The owl from Harry Potter and a giant otter from Brazil: 40 migratory species now benefit from international protection from more than 130 signatory countries of a UN convention on the conservation of these increasingly threatened animals.
The inclusion of these new species was adopted on Sunday at the end of the 15th meeting (COP15) of the Convention on the Conservation of Migratory Species (CMS), which took place in the Brazilian city of Campo Grande (central-west).
Among them, the snow owl (Bubo scandiacus), known by Harry Potter fans as the owl Hedwig.
This species has lost a third of its global population in the past three decades, according to the CMS.
‘Climate change and overexploitation are among the main causes of the population decline and clearly highlight the vulnerability of the species despite its iconic status,’ explains the UN convention in a statement.
According to a report published just before this COP15, nearly half (49%) of all species listed by the CMS show population decline trends, and nearly one in four are threatened with extinction on a global scale.
Legal obligation
Another particularly threatened species included in the new list: the hudsonian godwit (Limosa haemastica), a long-beaked bird threatened with extinction that travels 30,000 km per year along the Americas, from the Arctic Ocean to Patagonia.

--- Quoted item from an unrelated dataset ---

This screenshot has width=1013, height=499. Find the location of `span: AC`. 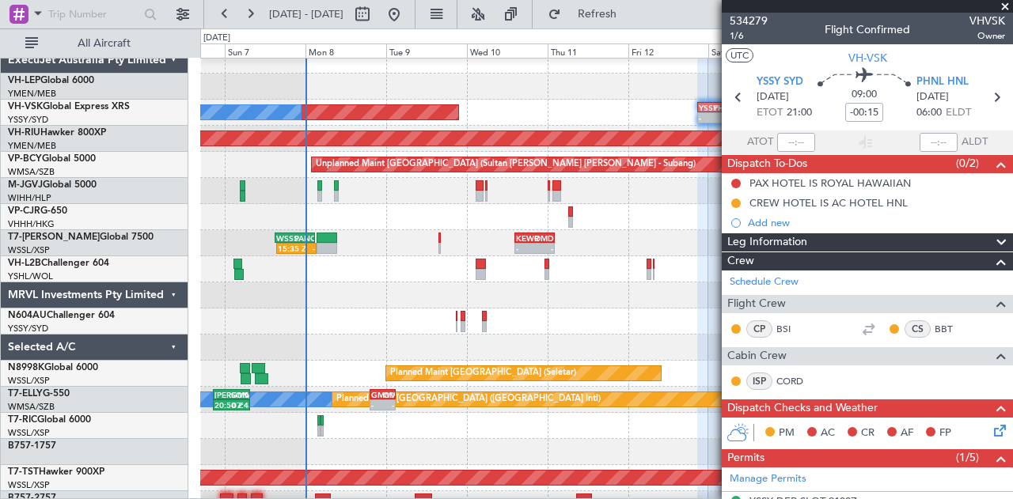

span: AC is located at coordinates (828, 434).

The great hammerhead shark (Sphyrna mokarran) is also included, as well as terrestrial mammals, such as the striped hyena (Hyaena hyaena), or aquatic ones, such as the giant otter from Brazil (Pteronura brasiliensis).
This otter lives mainly in the Brazilian Pantanal, one of the richest biodiversity areas on the planet, located south of the Amazon, where the COP15 on migratory species took place.
The Convention is legally binding, which means that these countries have a legal obligation to protect species classified as threatened with extinction, to conserve and restore their habitats, to minimize obstacles to their migration, and to cooperate with each other to successfully carry out this preservation.
Climate change
‘We have made very significant progress, not only in terms of the approval of protected species, but also in concerted actions (concrete measures jointly implemented) and the analysis of various issues affecting migrations,’ said Joao Paulo Capobianco to AFP, president of this COP15.
According to him, these species suffer specifically from the degradation of their natural habitats, pollution, but also climate change.
‘Some species change their migration period based on seasonal changes, and they may not find certain food resources that should be available at this time of year,’ explains Mr. Capobianco.
A UN report published on Tuesday warned of the ‘collapse’ of essential migrations for the survival of freshwater fish species like eels, caused by habitat degradation, overfishing, or dams.
‘By crossing continents and connecting distant ecosystems, these species reveal that nature knows no boundaries between states,’ declared Brazilian President Luiz Inacio Lula da Silva during his opening speech at COP15 a week ago.
‘Protecting these animals is protecting the life of the planet,’ he summarized.
The next edition will take place in 2029 in Germany, to mark the fiftieth anniversary of the convention, founded by an international treaty adopted in 1979 in Bonn.
Brazil hosted the UN climate conference (COP30) in the Amazonian city of Belem last November.